What a curated library found — and when (dated claims, not current truth):
Findings span 2023–2026. Key constraints the corpus identified:
- Trajectory burstiness is *required*: isolated input-output pairs fail; coherent action-sequences from shared tasks succeed (~2023–24).
- Lookahead tokens (special tokens encoding future state) enable planning without architectural changes; reframes planning as data-curation (~2024–25).
- Diverse co-player populations in training data unlock in-context best-response and cooperation without hardcoding (~2026).
- Explicit compositional exposure in training data is necessary for cross-distribution multi-hop reasoning; without it, generalization fails (~2025).
- Risk: transformers may match memorized subgraph patterns rather than learn systematic rules; novel compositions fail with compounding errors (~2023–25).

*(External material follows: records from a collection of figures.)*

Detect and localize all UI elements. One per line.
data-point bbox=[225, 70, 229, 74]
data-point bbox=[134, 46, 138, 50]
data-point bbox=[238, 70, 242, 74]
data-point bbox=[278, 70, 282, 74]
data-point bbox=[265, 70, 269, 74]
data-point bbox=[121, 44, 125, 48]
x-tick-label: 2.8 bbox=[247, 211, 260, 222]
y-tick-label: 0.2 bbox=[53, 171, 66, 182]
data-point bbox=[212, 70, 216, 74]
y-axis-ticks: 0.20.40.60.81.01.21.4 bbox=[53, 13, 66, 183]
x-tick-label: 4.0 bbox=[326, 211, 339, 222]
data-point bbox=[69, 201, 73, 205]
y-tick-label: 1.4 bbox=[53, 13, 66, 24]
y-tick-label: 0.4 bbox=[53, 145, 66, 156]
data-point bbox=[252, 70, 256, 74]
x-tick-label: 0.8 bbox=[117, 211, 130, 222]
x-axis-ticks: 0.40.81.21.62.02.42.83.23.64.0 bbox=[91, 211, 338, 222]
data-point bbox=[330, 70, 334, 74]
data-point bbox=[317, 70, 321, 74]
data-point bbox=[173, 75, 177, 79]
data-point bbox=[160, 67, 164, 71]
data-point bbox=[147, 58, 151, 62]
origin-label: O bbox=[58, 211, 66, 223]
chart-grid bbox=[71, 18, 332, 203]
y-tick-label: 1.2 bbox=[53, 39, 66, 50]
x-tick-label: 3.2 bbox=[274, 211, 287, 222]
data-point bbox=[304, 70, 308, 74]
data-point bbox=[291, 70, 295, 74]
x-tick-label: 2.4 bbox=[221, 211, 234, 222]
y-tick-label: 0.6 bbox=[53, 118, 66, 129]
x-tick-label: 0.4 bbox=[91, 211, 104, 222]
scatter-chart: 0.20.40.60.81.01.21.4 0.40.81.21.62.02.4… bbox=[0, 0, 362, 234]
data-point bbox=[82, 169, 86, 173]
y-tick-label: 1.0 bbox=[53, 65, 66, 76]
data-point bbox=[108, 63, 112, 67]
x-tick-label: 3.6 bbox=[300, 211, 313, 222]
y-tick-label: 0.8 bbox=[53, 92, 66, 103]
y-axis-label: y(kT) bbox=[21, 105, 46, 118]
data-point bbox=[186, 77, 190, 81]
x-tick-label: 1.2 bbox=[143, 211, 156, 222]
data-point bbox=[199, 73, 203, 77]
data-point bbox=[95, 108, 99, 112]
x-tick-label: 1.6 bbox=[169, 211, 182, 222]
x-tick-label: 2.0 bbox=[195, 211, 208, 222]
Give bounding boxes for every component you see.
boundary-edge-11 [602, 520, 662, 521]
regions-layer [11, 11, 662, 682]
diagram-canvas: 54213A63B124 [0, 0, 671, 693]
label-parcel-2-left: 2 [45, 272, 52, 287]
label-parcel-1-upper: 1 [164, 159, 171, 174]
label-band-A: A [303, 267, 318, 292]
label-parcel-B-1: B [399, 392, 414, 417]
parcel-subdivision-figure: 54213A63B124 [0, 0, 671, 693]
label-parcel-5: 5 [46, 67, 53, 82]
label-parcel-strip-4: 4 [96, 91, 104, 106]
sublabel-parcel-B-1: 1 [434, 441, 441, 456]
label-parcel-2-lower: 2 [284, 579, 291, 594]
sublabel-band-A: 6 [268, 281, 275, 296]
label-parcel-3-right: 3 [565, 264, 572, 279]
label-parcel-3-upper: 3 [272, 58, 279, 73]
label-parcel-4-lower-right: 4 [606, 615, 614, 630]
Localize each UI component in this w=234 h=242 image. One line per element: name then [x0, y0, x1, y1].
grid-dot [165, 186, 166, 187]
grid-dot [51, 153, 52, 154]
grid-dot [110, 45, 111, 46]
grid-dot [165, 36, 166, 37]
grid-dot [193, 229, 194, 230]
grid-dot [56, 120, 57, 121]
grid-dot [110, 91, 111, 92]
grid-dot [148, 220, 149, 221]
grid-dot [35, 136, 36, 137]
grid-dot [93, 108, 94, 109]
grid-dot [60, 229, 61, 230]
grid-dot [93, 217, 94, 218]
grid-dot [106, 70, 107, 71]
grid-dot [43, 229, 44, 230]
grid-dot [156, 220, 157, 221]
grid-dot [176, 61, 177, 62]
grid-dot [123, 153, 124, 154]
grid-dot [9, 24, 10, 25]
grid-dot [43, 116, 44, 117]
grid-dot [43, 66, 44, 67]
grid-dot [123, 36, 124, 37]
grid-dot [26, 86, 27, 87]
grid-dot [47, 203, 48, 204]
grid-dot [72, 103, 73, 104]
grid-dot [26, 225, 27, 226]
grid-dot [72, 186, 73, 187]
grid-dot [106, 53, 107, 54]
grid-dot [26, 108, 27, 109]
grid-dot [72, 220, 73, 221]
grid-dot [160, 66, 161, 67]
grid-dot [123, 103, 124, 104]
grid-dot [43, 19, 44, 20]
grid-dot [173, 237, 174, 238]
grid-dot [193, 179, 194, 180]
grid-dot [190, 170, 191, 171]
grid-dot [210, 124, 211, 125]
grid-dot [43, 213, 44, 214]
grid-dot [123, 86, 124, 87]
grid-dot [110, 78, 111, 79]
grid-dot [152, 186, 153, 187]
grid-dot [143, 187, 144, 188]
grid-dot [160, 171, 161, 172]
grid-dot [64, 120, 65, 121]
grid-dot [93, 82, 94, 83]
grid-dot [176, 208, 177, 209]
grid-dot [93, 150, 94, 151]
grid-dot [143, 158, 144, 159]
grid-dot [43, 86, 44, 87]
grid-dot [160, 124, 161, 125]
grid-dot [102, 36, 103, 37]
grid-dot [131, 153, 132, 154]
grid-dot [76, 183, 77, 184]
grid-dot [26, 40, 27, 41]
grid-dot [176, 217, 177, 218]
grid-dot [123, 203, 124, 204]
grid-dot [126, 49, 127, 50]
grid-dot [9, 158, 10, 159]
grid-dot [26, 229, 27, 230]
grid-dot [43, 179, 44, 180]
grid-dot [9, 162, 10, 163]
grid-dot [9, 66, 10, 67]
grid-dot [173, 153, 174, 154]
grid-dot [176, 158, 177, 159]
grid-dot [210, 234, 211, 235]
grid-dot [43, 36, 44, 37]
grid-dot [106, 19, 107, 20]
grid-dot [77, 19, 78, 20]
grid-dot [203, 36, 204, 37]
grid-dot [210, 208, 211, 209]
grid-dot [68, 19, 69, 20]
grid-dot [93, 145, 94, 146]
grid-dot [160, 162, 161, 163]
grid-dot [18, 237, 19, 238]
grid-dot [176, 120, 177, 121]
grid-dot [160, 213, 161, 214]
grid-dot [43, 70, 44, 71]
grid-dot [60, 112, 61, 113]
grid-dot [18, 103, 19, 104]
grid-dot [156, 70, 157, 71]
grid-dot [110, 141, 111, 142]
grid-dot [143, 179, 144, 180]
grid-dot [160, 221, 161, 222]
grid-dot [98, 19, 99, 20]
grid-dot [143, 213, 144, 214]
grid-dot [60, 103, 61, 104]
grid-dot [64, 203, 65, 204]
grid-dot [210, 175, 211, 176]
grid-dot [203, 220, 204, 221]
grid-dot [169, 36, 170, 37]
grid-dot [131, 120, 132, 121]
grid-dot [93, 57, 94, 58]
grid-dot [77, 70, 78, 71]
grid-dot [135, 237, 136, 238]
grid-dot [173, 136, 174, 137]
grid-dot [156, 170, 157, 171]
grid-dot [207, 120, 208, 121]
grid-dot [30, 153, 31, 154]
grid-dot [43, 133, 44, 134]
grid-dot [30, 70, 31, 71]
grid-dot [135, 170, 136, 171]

Anchor papers (verify; mind their dates):
- arXiv:2312.03801 (2023-12): Generalization to New Sequential Decision Making Tasks
- arXiv:2505.23653 (2025-05): How do Transformers Learn Implicit Reasoning?
- arXiv:2602.16301 (2026-02): Multi-agent cooperation through in-context co-player inference
- arXiv:2507.06952 (2025-07): What Has a Foundation Model Found?

Your task:
(1) RE-TEST EACH CONSTRAINT. For trajectory burstiness, lookahead tokens, and compositional exposure: has scaling, retrieval-augmentation, in-context prompt engineering, or new evaluation (e.g., on truly novel task families unseen in any form) since relaxed any claim? Separate the durable question (does data structure matter?) from perishable limitations (e.g., 'isolated pairs fail'—does few-shot or chain-of-thought patching work now?).
(2) Surface the strongest CONTRADICTING or SUPERSEDING work from the last ~6 months. Look for papers claiming transformers *do* learn systematic rules, or that architecture-level innovations (sparse attention, memory augmentation, explicit search) bypass data-structure requirements.
(3) Propose 2 research questions that ASSUME the regime may have moved: (a) If lookahead tokens truly decouple planning from architecture, what happens if you remove lookahead at inference—does the skill persist? (b) Can trajectory burstiness be *approximated* via synthetic data, retrieval, or learned encodings, or is raw distribution coverage irreducible?

Cite arXiv IDs; flag anything you cannot ground in a real paper.